◆ **EXERCISE DATA**:
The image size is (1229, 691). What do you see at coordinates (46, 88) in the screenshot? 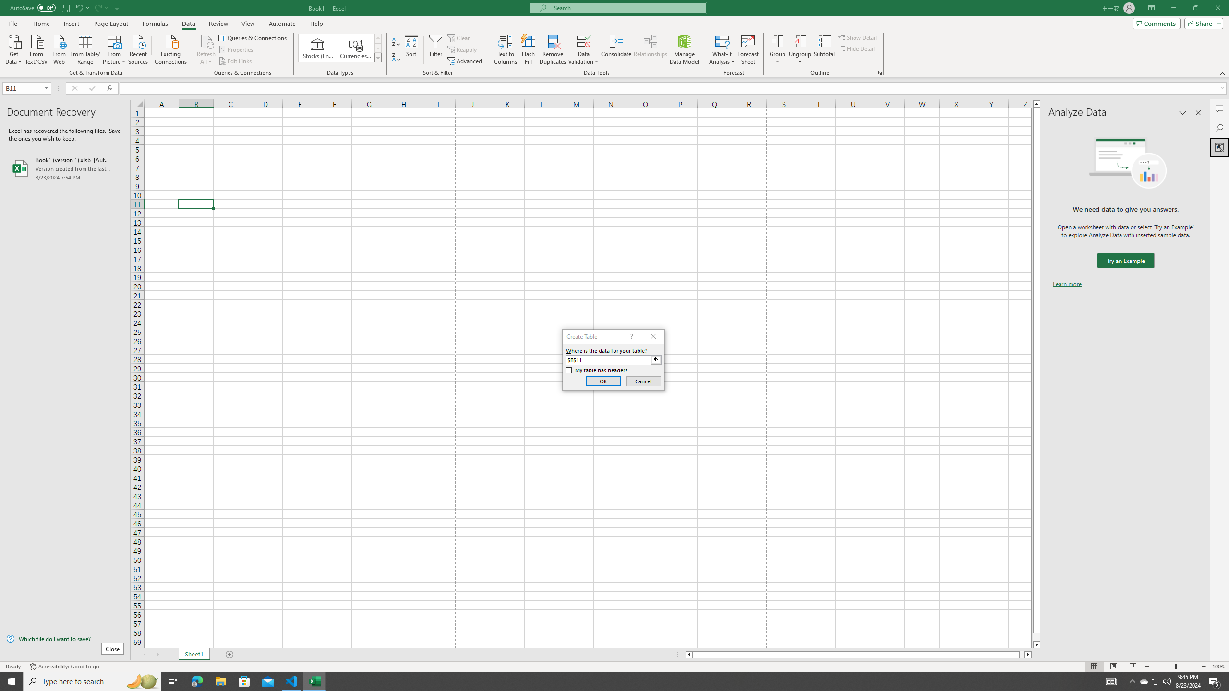
I see `Open` at bounding box center [46, 88].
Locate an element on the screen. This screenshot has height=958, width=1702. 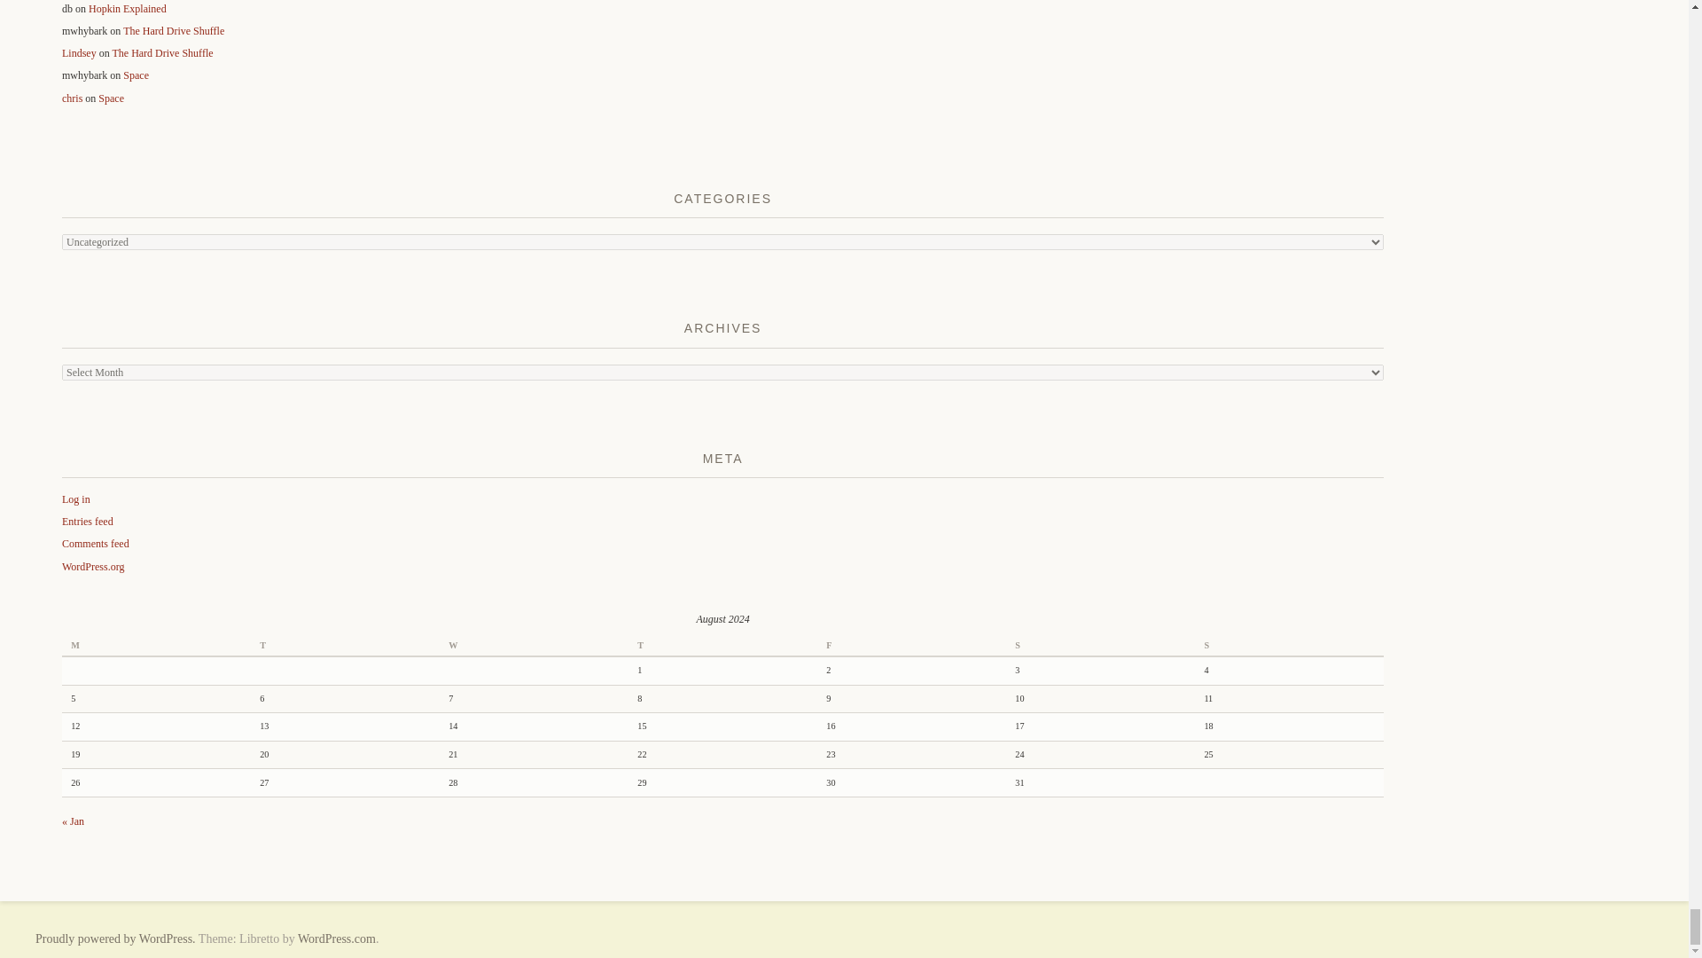
Saturday is located at coordinates (1099, 646).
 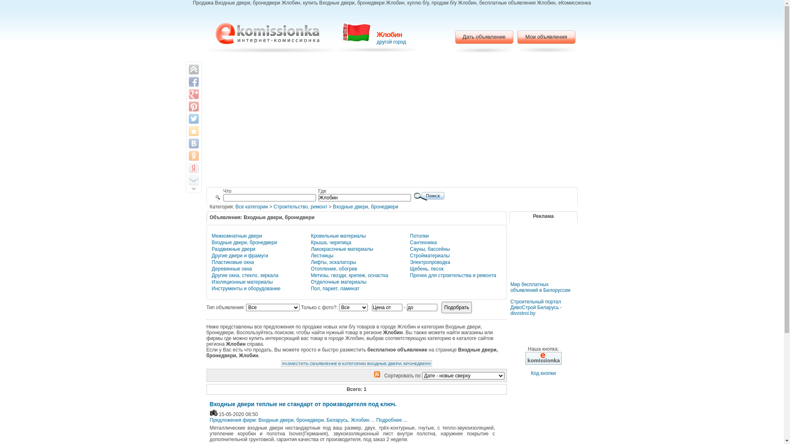 I want to click on Share to Odnoklassniki.ru, so click(x=193, y=156).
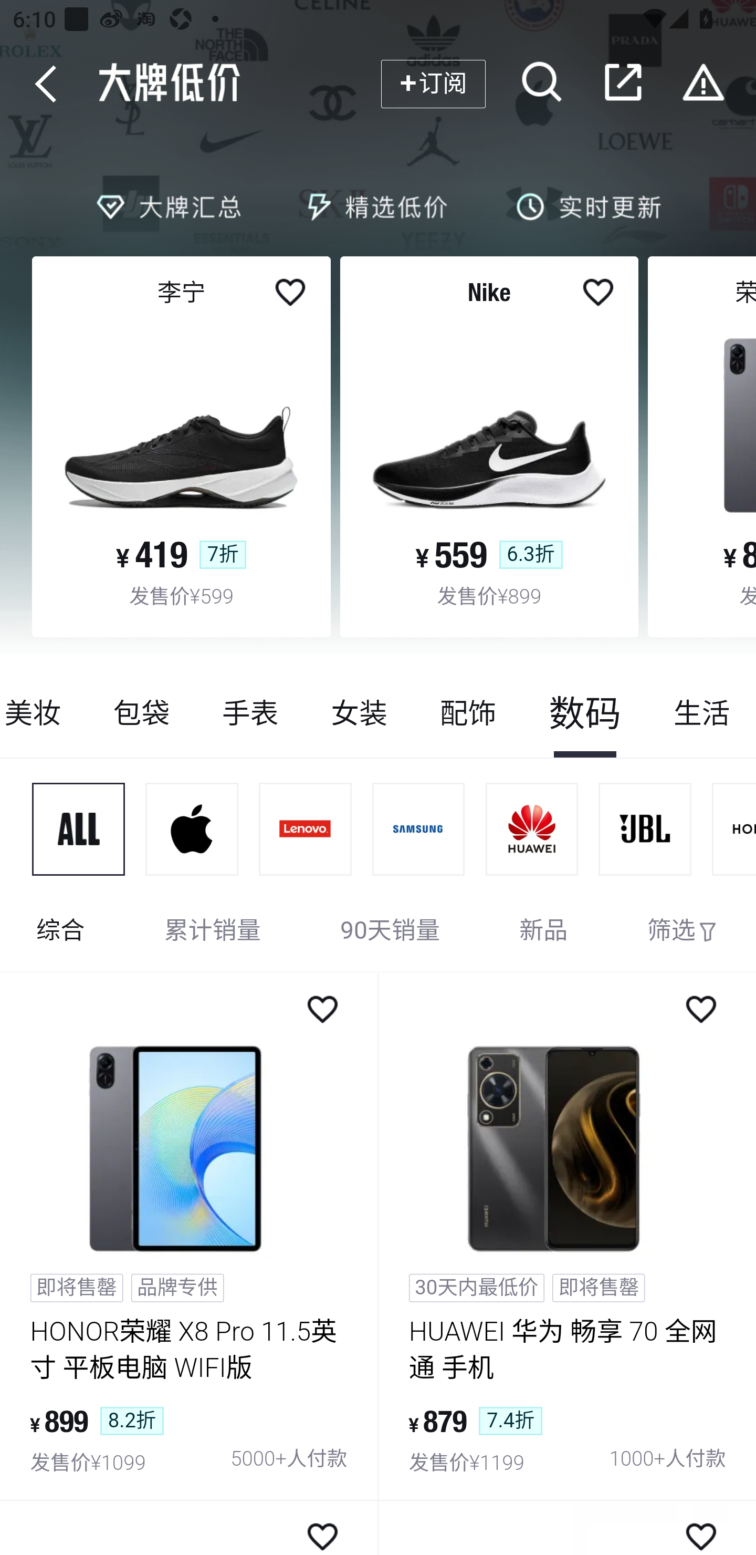 Image resolution: width=756 pixels, height=1555 pixels. What do you see at coordinates (468, 714) in the screenshot?
I see `配饰` at bounding box center [468, 714].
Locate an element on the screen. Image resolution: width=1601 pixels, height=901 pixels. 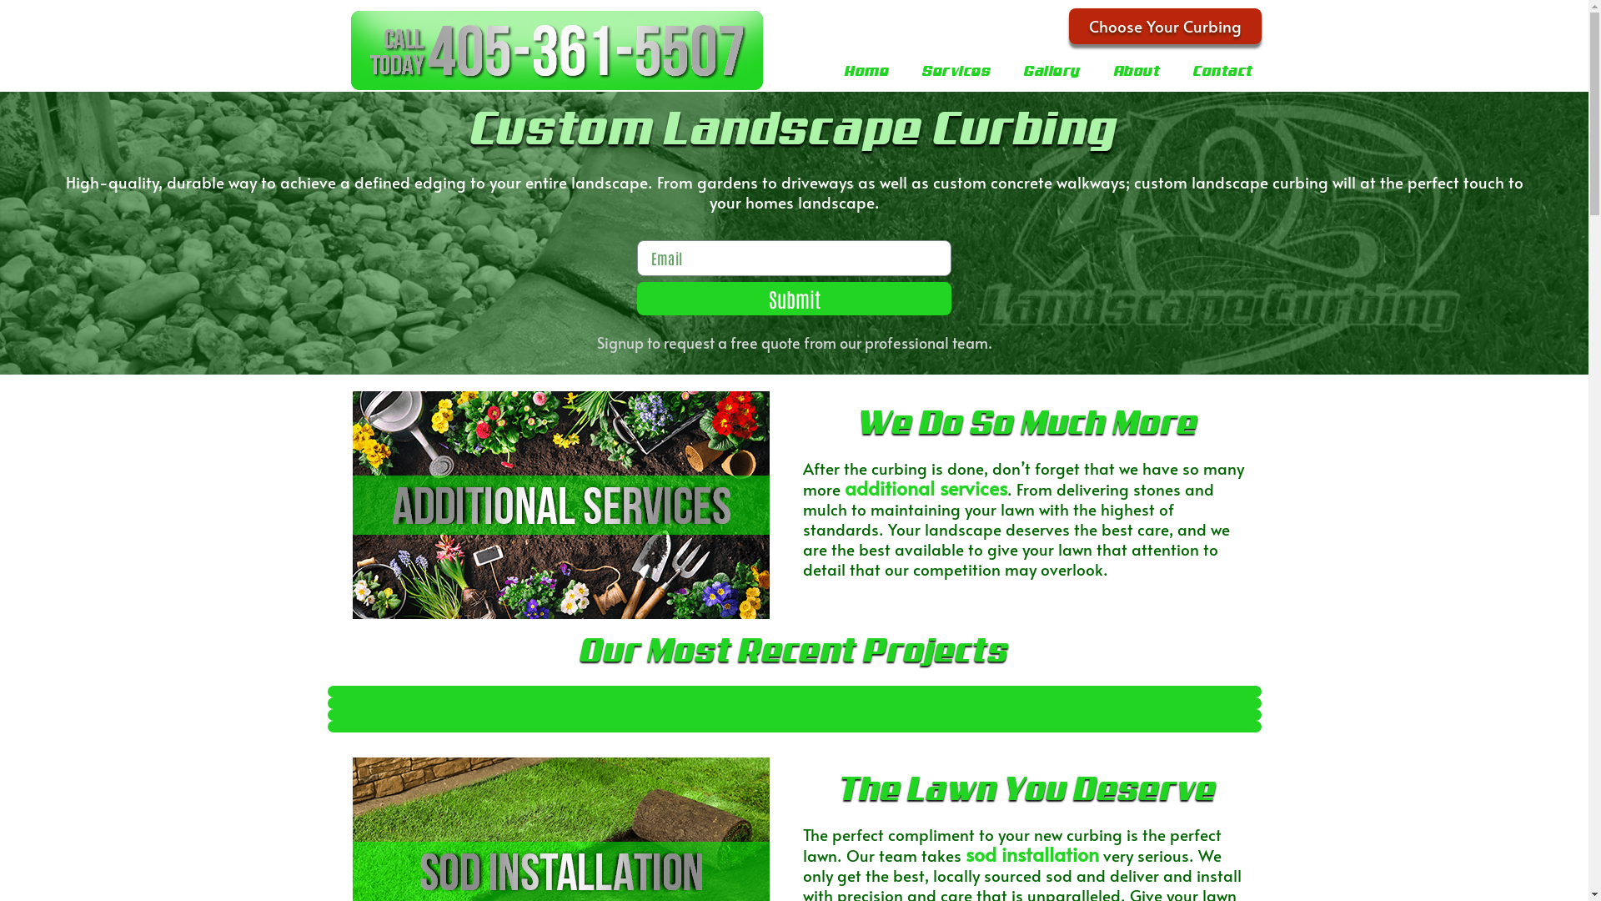
Gallery is located at coordinates (1052, 72).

◆ **BRIEF**: Transcribe all records verbatim, no pictures.

◆ **SOLUTION**:
The image size is (1229, 691). What do you see at coordinates (46, 88) in the screenshot? 
I see `Open` at bounding box center [46, 88].
Locate an element on the screen. This screenshot has height=958, width=1702. 
Saturday is located at coordinates (1099, 646).
  I want to click on Share to Odnoklassniki.ru, so click(x=193, y=156).
 Image resolution: width=756 pixels, height=1555 pixels. What do you see at coordinates (468, 714) in the screenshot?
I see `配饰` at bounding box center [468, 714].
Locate an element on the screen. Image resolution: width=1601 pixels, height=901 pixels. 
Gallery is located at coordinates (1052, 72).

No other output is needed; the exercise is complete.